Originally posted by Yumbo
I have read conflicting things about the effectiveness of using the editor to combat corruption. Some posters have said it doesn't work, or that it throws the game balance way out of whack.
I'm not necessarily agreeing that we need a toggle for corruption levels, but I do agree that most players aren't going to step in and use the editor.
Playing around with corruption related stuff in the editor is surely effective.
As far as I understand it, the corruption slider will only affect distance corruption. The slider has to be set for each difficulty level
seperately(!); maybe those who say this measure is not effective missed that point. If you e.g. only modify corruption slider for chieftain level (IIRC this is the default selection when you access the difficulty level tab in the editor, so you can easily mess up this thing) and then play any other level than chieftain with your bic/bix/biq, you'd still use the default corruption settings in the game.
Distance corruption is the same for human and AI *AFAIK*.
I'm not sure about the balance effect here, since I don't know if the ai is automatically programmed to build useless stuff like wealth in distant cities (because AI may not look at city's productivity) - instead of ordering build projects like in a 'real' core city. The human player, however, would of course fully improve such cities. Maybe someone tested this issue.
It's my impression that Civ3 becomes "easier" if the corruption slider is lowered - but in all regards, a human can probably handle a productive city much better than the AI anyways (and with lowered corruption, there'd be more core-like cities).
Corruption behaviour is more like in Civ1,2/SMAC then (depends particulary on the slider setting, of course, and OCN setting on top of that), and I think that point would be in the interest of the 'corruption is too high in Civ3' faction.
There was (is still in 1.12?) some bug when using the slider, probably due to rounding on an 'interstage' when calculating the corruption/waste.
I think Tavis stated this bug was removed in 1.12 - not sure if someone confirmed with a test [I'd rather have a test w/ shiny pics and save file(s) than just believing a statement...


]. But it's a minor issue compared to the corruption changes that apply as a whole.
If you mod the OCN (like anarres said, by default, OCN corruption is already dependent on difficulty level), the ai adjusts its strategy behaviour. Lower AI-OCN and the AI would stop the settling phase earlier (and eventually raze captured cities instead of keeping them) and vice versa. Higher OCN would be in favour of the 'large empire' faction, I guess.
So even if all this was imbalancing, it would probably still be a matter of taste. The editor offers a lot of choices to adjust stuff to your pleasure.
You could probably even 'counter-balance' by giving the ai some other advantage you don't have.
I can understand that a player, whether 'casual' or else, won't visit the editor right after installing Civ3. However, I recommend just checking the editor, and if it was only for a look at the default rules. You can learn a lot about difficulty differences, resource depletion etc... Some heating "the ai cheats" or "civ3 messed up corruption" [in general...

] discussion *could* have been spared by taking a glance at the editor.
Then again, my spam here still has the bottom-line: You don't get hot about stuff you simply don't know. When starting Civ, you'd look into the manual (and not so likely, but possibly, into some readme files) to get some info. And the manual is unfortunately monkey business...



Manual's value would go through the roof if there was these 3 lines:
-don't take me literal
-read a fan site and/or register(ask) there
-check the editor
But: I am not aware of a game that had that much fan-developer interaction to get rid of bugs or to improve the game.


_DIRECTIONS_
Pull every line containing "give" from the listing below.

_MATERIAL PROVIDED_
========================

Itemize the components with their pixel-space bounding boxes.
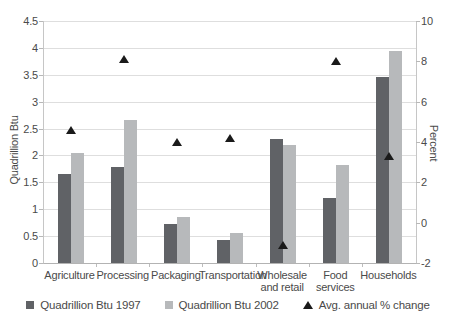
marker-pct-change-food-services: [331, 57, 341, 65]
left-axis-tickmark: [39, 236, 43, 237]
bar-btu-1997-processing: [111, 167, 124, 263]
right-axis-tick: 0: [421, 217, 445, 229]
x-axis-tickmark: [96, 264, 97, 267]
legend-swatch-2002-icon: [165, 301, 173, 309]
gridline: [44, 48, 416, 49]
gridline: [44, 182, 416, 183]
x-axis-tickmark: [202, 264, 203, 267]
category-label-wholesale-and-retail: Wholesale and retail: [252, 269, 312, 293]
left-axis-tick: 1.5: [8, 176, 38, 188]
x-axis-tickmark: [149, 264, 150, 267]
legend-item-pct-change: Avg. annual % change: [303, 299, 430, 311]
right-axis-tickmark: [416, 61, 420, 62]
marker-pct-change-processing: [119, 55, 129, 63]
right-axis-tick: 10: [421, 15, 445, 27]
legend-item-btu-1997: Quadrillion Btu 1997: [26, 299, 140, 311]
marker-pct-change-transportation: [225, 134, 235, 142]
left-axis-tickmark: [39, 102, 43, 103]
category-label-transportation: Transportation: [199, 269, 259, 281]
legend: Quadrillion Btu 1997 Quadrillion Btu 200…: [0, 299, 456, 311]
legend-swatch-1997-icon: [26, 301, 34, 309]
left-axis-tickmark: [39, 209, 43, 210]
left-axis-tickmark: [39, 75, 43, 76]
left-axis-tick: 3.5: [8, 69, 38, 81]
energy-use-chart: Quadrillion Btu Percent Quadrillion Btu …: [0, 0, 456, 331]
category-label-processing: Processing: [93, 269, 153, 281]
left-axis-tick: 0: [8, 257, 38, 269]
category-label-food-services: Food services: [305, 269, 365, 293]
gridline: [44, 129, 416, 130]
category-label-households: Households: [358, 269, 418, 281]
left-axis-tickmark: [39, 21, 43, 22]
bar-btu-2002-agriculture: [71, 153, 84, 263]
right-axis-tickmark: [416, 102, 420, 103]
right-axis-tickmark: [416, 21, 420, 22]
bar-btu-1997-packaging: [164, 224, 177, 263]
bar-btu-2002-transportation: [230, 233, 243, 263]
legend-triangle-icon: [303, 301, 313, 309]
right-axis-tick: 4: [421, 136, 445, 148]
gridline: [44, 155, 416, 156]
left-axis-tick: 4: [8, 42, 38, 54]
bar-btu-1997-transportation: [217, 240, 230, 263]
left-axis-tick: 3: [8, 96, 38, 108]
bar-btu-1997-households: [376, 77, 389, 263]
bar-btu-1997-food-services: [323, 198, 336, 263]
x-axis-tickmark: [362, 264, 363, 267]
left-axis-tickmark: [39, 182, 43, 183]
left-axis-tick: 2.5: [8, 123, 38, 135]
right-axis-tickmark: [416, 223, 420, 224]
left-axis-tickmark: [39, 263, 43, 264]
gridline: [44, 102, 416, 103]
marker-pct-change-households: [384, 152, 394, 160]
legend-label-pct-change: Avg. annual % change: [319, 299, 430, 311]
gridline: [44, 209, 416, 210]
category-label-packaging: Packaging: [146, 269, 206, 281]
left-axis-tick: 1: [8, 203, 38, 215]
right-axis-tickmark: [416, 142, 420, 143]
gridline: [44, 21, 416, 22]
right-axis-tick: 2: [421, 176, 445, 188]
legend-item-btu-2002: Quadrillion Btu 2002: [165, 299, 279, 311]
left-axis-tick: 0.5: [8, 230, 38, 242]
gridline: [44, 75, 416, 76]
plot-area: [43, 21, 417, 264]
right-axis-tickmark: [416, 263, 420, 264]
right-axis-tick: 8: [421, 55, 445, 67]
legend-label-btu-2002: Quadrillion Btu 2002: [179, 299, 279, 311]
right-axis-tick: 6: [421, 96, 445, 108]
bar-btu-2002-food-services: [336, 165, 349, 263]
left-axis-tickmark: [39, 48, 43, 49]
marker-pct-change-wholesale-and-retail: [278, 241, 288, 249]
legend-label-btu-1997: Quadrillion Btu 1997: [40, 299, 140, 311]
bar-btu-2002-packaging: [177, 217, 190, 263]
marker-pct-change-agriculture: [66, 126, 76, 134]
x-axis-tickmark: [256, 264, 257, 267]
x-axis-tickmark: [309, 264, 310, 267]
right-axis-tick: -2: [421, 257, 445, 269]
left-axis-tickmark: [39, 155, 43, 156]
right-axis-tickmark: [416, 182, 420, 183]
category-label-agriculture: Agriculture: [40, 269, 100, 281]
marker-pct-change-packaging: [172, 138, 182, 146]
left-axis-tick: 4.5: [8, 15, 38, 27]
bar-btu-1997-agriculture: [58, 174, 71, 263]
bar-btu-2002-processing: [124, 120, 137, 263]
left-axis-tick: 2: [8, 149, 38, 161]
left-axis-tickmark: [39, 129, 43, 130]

========================

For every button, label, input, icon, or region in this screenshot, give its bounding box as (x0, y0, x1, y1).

========================

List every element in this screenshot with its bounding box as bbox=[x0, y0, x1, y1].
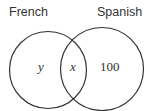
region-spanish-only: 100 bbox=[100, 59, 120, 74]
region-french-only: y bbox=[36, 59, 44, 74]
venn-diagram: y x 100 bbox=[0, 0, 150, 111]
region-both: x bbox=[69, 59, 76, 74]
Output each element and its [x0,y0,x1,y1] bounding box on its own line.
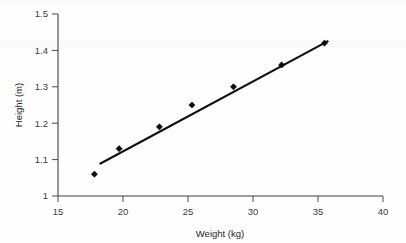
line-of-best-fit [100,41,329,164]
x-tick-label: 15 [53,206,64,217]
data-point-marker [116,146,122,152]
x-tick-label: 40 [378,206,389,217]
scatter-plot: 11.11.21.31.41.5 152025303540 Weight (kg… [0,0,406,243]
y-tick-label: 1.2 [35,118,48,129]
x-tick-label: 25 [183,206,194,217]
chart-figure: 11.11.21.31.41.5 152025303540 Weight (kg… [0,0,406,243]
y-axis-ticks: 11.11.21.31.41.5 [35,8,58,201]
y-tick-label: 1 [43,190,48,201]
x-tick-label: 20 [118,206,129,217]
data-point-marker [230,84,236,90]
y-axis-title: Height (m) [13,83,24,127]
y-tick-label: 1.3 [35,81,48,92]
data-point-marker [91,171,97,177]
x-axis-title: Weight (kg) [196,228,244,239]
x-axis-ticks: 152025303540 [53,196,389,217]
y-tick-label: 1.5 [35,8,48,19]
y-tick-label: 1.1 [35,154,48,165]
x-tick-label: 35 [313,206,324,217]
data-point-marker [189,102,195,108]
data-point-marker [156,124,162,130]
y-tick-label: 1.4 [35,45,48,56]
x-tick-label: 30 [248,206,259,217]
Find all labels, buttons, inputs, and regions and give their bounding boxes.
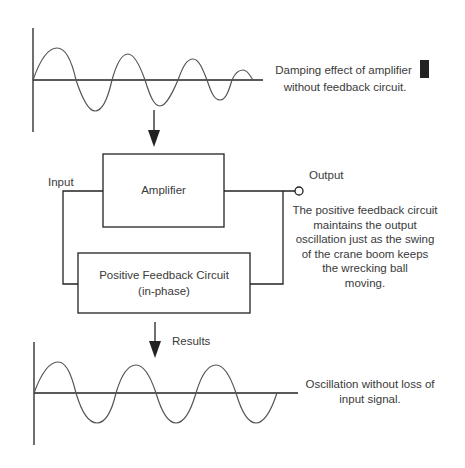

========================

_YOUR SOLUTION_
For every button, label, input, icon, or region in this screenshot, give its bounding box as (x0, y0, x1, y1).
Find all labels, buttons, inputs, and regions and give their bounding boxes.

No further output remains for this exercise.